Preface

My first recollection of reading about the extinct passenger pigeon was when I was in fourth grade at College Hill Elementary School in Skokie, Illinois. I checked out T. Gilbert Pearson’s Birds of America and became so mesmerized I studied it relentlessly until the two-week period elapsed, after which I renewed it three consecutive times. Eventually, Mrs. Kelly, the librarian, encouraged me to sample other works that might interest me, including the Newbery Medal winner Gay-Neck: The Story of a Pigeon, about an individual Columba livia that flew messages on behalf of Allied troops in World War I. Although the story of the passenger pigeon crossed my consciousness while absorbing Edward Howe Forbush’s account in Pearson, it became firmly lodged there in 1966 when I started birding as a twelve-year-old.

A year or two later my supportive parents responded to my request by giving me a hard-cover edition of A. W. Schorger’s authoritative The Passenger Pigeon: Its Natural History and Extinction. Schorger was one of the country’s premier historians of natural history. He spent forty years collecting thousands of sources related to passenger pigeons, starting his research at a period early enough when it was still possible to interview people who had known the living bird.

The pigeons not only affected the ecosystems of which they were undoubtedly a keystone species, but also the consciousness of the people who saw them. Accounts survive attesting to the presence of the pigeon hordes over every major city of Canada and the United States, from the Atlantic coast to the Missouri River. They were part of the cultural and economic development of these two nations. As passenger pigeon historian John French wrote, they were martyrs to our progress. So this really is a story of people as much as birds.

Indeed, the interaction between these two species is yet another element that makes the story of the passenger pigeon unlike any other. As late as 1860, one flight near Toronto likely exceeded one billion birds and maybe three billion. Forty years later the species was almost extinct, and by late afternoon on September 1, 1914, it was completely extinct when Martha, the last of her species, died in the Cincinnati Zoo. Human beings destroyed passenger pigeons almost every time they encountered them, and they used every imaginable device in the process. Unrelenting carnage reduced the population to the point where it began its inexorable spiral to obliteration. Whether a concerted effort could have reversed the decline and altered the outcome was a question asked far too late for any attempt to have even been tried.

I think that if an attempt had been mounted early enough to gather a sufficiently large and diverse group of breeding stock, they could almost certainly have survived, even if gone from the wild, because the bird bred readily in captivity. If a wild reproducing population had somehow survived a few more decades, it could have been protected by the strict conservation measures enacted in the 1930s—and based on scientific management, the species might still be with us, albeit in numbers much lower than billions. Modern Americans and Canadians coexist with cranes, waterfowl, and blackbirds that move across the landscape in flocks of many thousands or even millions, so why not passenger pigeons?

It is unusual when the exact date of an extinction is known with a strong degree of certainty. That the hundredth anniversary of Martha’s death was fast approaching provided an impetus in my wanting to mark this event. It led to the writing of this book and a broader hope that this centenary could be a vehicle for informing the public about the bird and the importance that its story has to current conservation issues. In my research, I learned that others had the same idea, particularly ornithologist and pigeon scholar David Blockstein. We talked and began reaching out to other people and institutions. Among the first organizations I contacted were the Ohio Historical Society (which has on display the stuffed Buttons, one of the last known wild passenger pigeons), the Cincinnati Zoo (where Martha lived most of her life and died), and the Chicago Academy of Science’s Peggy Notebaert Nature Museum. This eventually led to a series of conference calls involving an ever-expanding group of participants, and then Notebaert graciously hosted a meeting in February 2011 that drew about twenty organizations from across the eastern half of the country. Several others participated via conference calling. Project Passenger Pigeon emerged from that gathering, and as of September 2012, over 150 institutions were involved. Our goal is to use the centenary as a teaching moment to inform people about the passenger pigeon story and then to use that story as a portal into consideration of current issues related to extinction, sustainability, and the relationship between people and nature. It is hoped that this tragic extinction continues to engage people and to act as a cautionary tale so that it is not repeated.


-- Instructions to follow --
Copy the records below exactly as they stand. Leave out the pictures.

○ ○ ○ ○ ○

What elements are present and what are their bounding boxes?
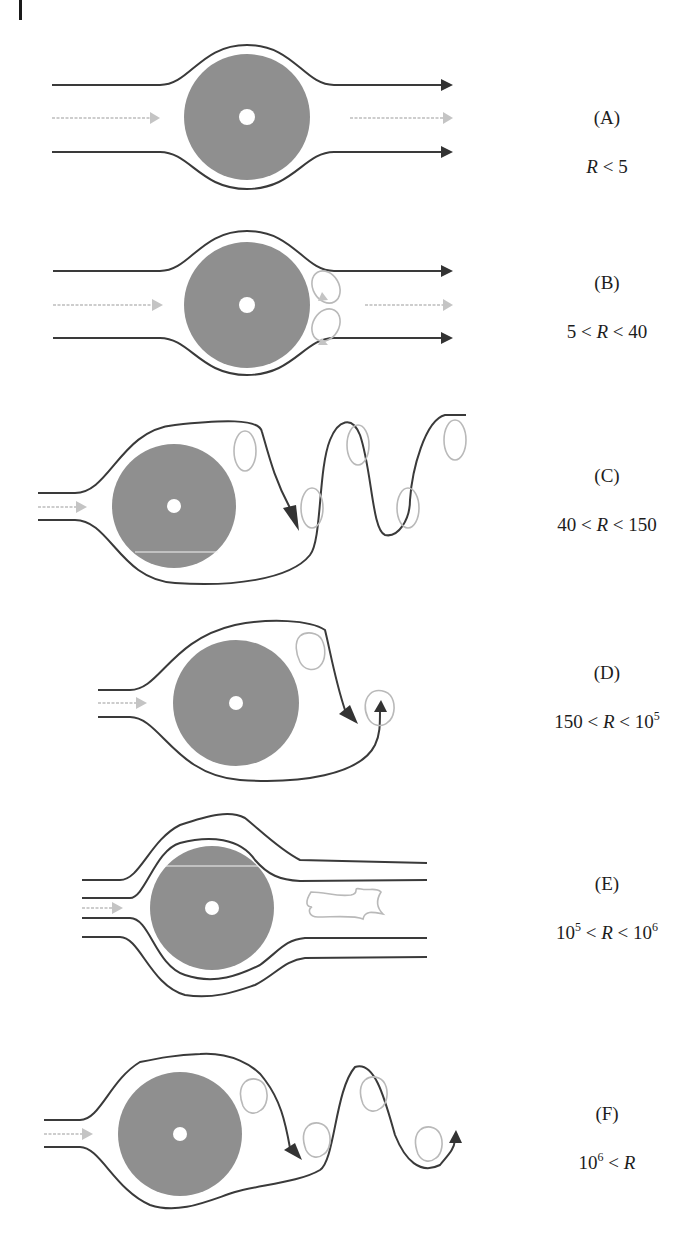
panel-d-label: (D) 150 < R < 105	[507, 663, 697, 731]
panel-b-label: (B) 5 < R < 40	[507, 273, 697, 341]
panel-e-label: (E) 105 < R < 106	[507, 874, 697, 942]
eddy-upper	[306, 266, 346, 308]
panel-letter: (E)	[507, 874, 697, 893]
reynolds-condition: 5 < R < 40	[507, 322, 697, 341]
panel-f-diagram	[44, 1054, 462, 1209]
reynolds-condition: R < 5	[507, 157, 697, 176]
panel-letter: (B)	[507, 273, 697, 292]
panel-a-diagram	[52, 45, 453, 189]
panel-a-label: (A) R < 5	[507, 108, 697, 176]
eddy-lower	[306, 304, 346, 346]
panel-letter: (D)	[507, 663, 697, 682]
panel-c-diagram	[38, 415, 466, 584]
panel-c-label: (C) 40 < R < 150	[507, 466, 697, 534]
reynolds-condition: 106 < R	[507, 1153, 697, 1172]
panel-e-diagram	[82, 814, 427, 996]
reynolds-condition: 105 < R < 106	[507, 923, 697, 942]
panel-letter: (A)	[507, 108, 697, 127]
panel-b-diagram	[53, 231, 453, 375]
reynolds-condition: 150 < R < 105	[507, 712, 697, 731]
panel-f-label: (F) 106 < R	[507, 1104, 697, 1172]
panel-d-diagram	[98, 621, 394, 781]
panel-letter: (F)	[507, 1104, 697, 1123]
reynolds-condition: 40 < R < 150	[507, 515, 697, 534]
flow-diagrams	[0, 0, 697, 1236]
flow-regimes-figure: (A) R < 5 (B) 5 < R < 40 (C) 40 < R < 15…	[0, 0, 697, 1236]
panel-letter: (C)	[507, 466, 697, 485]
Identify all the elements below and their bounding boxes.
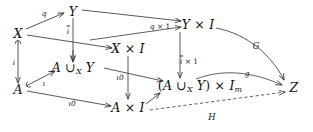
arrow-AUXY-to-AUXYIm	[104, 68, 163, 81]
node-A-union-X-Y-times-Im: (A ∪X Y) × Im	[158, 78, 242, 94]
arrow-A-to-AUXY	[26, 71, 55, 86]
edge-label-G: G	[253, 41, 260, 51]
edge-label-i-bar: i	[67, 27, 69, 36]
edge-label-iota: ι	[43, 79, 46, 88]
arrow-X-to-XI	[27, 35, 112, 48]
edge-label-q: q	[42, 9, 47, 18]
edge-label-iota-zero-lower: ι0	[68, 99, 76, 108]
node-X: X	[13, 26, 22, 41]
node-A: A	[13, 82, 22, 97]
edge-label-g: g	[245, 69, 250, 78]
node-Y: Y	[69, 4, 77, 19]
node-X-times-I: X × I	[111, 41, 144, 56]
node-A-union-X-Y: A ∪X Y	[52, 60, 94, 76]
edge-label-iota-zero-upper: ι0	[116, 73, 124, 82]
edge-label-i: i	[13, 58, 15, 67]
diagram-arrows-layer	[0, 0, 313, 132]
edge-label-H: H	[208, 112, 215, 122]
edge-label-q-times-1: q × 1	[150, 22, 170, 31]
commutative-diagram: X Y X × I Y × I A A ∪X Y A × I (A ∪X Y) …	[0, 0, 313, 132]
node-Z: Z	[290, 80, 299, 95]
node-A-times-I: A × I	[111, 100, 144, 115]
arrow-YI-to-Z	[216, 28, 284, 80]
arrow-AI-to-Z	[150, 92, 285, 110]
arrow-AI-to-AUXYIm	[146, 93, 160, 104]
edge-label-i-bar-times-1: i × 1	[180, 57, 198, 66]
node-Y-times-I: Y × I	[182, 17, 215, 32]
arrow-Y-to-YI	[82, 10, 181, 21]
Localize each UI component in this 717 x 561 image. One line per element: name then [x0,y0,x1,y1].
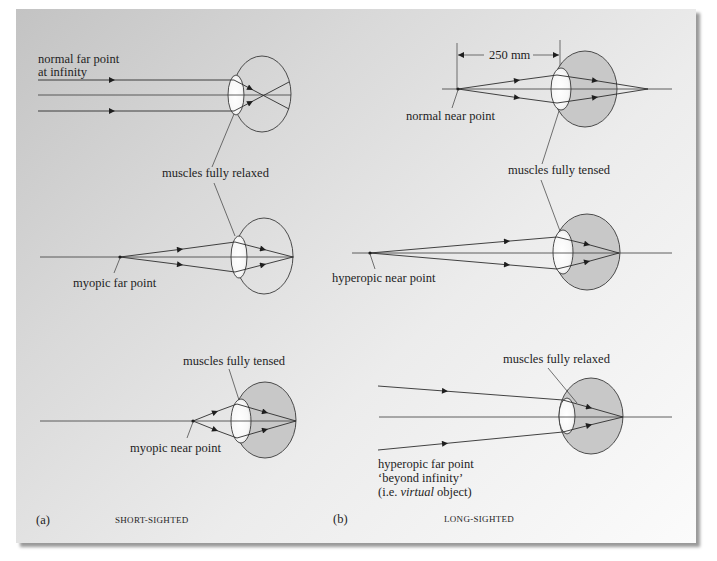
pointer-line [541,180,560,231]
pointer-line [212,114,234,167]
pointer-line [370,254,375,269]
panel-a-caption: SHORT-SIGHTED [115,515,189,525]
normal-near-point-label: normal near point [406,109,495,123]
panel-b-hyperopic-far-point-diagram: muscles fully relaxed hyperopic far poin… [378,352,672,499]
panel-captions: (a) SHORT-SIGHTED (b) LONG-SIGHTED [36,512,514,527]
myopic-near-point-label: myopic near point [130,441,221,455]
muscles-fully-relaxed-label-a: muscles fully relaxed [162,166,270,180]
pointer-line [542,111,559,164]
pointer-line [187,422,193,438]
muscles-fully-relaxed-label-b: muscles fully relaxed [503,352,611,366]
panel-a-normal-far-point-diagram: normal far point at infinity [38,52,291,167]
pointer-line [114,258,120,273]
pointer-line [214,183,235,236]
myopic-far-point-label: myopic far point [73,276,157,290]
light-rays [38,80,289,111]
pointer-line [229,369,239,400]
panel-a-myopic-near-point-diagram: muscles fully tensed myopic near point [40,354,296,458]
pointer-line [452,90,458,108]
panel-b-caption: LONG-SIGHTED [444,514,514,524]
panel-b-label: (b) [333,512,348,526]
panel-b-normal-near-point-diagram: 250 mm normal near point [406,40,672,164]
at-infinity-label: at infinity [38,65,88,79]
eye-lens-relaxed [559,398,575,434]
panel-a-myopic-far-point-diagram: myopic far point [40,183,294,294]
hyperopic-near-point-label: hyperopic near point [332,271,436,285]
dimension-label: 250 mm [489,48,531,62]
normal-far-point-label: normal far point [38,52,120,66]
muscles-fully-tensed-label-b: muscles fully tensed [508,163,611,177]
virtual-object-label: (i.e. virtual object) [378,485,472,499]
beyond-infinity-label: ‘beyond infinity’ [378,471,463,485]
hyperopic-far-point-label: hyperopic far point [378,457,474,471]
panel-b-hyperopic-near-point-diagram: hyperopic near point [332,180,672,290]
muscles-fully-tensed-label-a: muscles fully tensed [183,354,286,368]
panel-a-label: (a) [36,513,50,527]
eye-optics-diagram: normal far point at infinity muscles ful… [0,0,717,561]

○ ○ ○ ○ ○

-- Your response --
What elements are present and what are their bounding boxes?
panel-d-label: (D) 150 < R < 105	[507, 663, 697, 731]
panel-b-label: (B) 5 < R < 40	[507, 273, 697, 341]
panel-e-label: (E) 105 < R < 106	[507, 874, 697, 942]
eddy-upper	[306, 266, 346, 308]
panel-letter: (E)	[507, 874, 697, 893]
reynolds-condition: 5 < R < 40	[507, 322, 697, 341]
panel-f-diagram	[44, 1054, 462, 1209]
reynolds-condition: R < 5	[507, 157, 697, 176]
panel-letter: (B)	[507, 273, 697, 292]
panel-a-diagram	[52, 45, 453, 189]
panel-a-label: (A) R < 5	[507, 108, 697, 176]
eddy-lower	[306, 304, 346, 346]
panel-letter: (D)	[507, 663, 697, 682]
panel-c-diagram	[38, 415, 466, 584]
panel-c-label: (C) 40 < R < 150	[507, 466, 697, 534]
reynolds-condition: 106 < R	[507, 1153, 697, 1172]
panel-e-diagram	[82, 814, 427, 996]
reynolds-condition: 105 < R < 106	[507, 923, 697, 942]
panel-letter: (A)	[507, 108, 697, 127]
panel-b-diagram	[53, 231, 453, 375]
reynolds-condition: 150 < R < 105	[507, 712, 697, 731]
panel-f-label: (F) 106 < R	[507, 1104, 697, 1172]
panel-d-diagram	[98, 621, 394, 781]
panel-letter: (F)	[507, 1104, 697, 1123]
reynolds-condition: 40 < R < 150	[507, 515, 697, 534]
flow-diagrams	[0, 0, 697, 1236]
flow-regimes-figure: (A) R < 5 (B) 5 < R < 40 (C) 40 < R < 15…	[0, 0, 697, 1236]
panel-letter: (C)	[507, 466, 697, 485]
Identify all the elements below and their bounding boxes.
arrow-AUXY-to-AUXYIm	[104, 68, 163, 81]
node-A-union-X-Y-times-Im: (A ∪X Y) × Im	[158, 78, 242, 94]
arrow-A-to-AUXY	[26, 71, 55, 86]
edge-label-G: G	[253, 41, 260, 51]
edge-label-i-bar: i	[67, 27, 69, 36]
edge-label-iota: ι	[43, 79, 46, 88]
arrow-X-to-XI	[27, 35, 112, 48]
edge-label-q: q	[42, 9, 47, 18]
edge-label-iota-zero-lower: ι0	[68, 99, 76, 108]
node-X: X	[13, 26, 22, 41]
node-A: A	[13, 82, 22, 97]
edge-label-g: g	[245, 69, 250, 78]
node-Y: Y	[69, 4, 77, 19]
node-X-times-I: X × I	[111, 41, 144, 56]
node-A-union-X-Y: A ∪X Y	[52, 60, 94, 76]
edge-label-iota-zero-upper: ι0	[116, 73, 124, 82]
edge-label-i: i	[13, 58, 15, 67]
diagram-arrows-layer	[0, 0, 313, 132]
edge-label-H: H	[208, 112, 215, 122]
edge-label-q-times-1: q × 1	[150, 22, 170, 31]
commutative-diagram: X Y X × I Y × I A A ∪X Y A × I (A ∪X Y) …	[0, 0, 313, 132]
node-Z: Z	[290, 80, 299, 95]
node-A-times-I: A × I	[111, 100, 144, 115]
arrow-YI-to-Z	[216, 28, 284, 80]
arrow-AI-to-Z	[150, 92, 285, 110]
arrow-AI-to-AUXYIm	[146, 93, 160, 104]
edge-label-i-bar-times-1: i × 1	[180, 57, 198, 66]
node-Y-times-I: Y × I	[182, 17, 215, 32]
arrow-Y-to-YI	[82, 10, 181, 21]
Localize each UI component in this 717 x 561 image. One line per element: name then [x0,y0,x1,y1].
pointer-line [541,180,560,231]
pointer-line [212,114,234,167]
pointer-line [370,254,375,269]
panel-a-caption: SHORT-SIGHTED [115,515,189,525]
normal-near-point-label: normal near point [406,109,495,123]
panel-b-hyperopic-far-point-diagram: muscles fully relaxed hyperopic far poin… [378,352,672,499]
panel-captions: (a) SHORT-SIGHTED (b) LONG-SIGHTED [36,512,514,527]
myopic-near-point-label: myopic near point [130,441,221,455]
muscles-fully-relaxed-label-a: muscles fully relaxed [162,166,270,180]
pointer-line [542,111,559,164]
pointer-line [187,422,193,438]
muscles-fully-relaxed-label-b: muscles fully relaxed [503,352,611,366]
panel-a-normal-far-point-diagram: normal far point at infinity [38,52,291,167]
pointer-line [114,258,120,273]
pointer-line [214,183,235,236]
myopic-far-point-label: myopic far point [73,276,157,290]
light-rays [38,80,289,111]
pointer-line [229,369,239,400]
panel-a-myopic-near-point-diagram: muscles fully tensed myopic near point [40,354,296,458]
pointer-line [452,90,458,108]
panel-b-caption: LONG-SIGHTED [444,514,514,524]
panel-b-label: (b) [333,512,348,526]
panel-b-normal-near-point-diagram: 250 mm normal near point [406,40,672,164]
at-infinity-label: at infinity [38,65,88,79]
eye-lens-relaxed [559,398,575,434]
panel-a-myopic-far-point-diagram: myopic far point [40,183,294,294]
hyperopic-near-point-label: hyperopic near point [332,271,436,285]
dimension-label: 250 mm [489,48,531,62]
normal-far-point-label: normal far point [38,52,120,66]
muscles-fully-tensed-label-b: muscles fully tensed [508,163,611,177]
virtual-object-label: (i.e. virtual object) [378,485,472,499]
beyond-infinity-label: ‘beyond infinity’ [378,471,463,485]
hyperopic-far-point-label: hyperopic far point [378,457,474,471]
panel-b-hyperopic-near-point-diagram: hyperopic near point [332,180,672,290]
muscles-fully-tensed-label-a: muscles fully tensed [183,354,286,368]
panel-a-label: (a) [36,513,50,527]
eye-optics-diagram: normal far point at infinity muscles ful… [0,0,717,561]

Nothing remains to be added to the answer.